Many people have a simplistic view of addiction. They think it happens only to dysfunctional people from dysfunctional families, or with those with “weak character” with anti-social tendencies. In reality, addiction affects people of all races, genders and segments of society. There is no single cause or single cure for addiction, and no easy, unambiguous answers to the many conundrums of addiction.
Yet there are those who have managed to turn their lives around. How they manage to do so often seems a mystery to me.
But I’ve seen that some people can change when they are faced with dire consequences – often when they hit rock bottom – but also when they have hope and support that change is possible.

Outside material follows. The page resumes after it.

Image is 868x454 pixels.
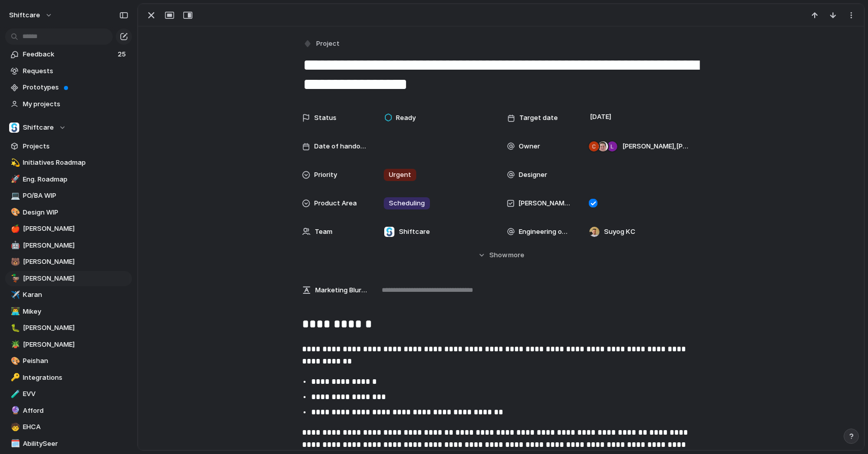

As health professionals, we must provide some of that hope and support, tempered with a compassionate attitude as expected of us. More addiction training and greater clinical experience in this area would certainly help.
What may be harder, however, is learning to confront and overcome our biases, and to truly see the humanity in those struggling with addiction. If we allow those biases to persist unchecked, they will cloud our understanding and distance us from the very people who need our help.
Professor Chong Siow Ann is a senior consultant psychiatrist at the Institute of Mental Health.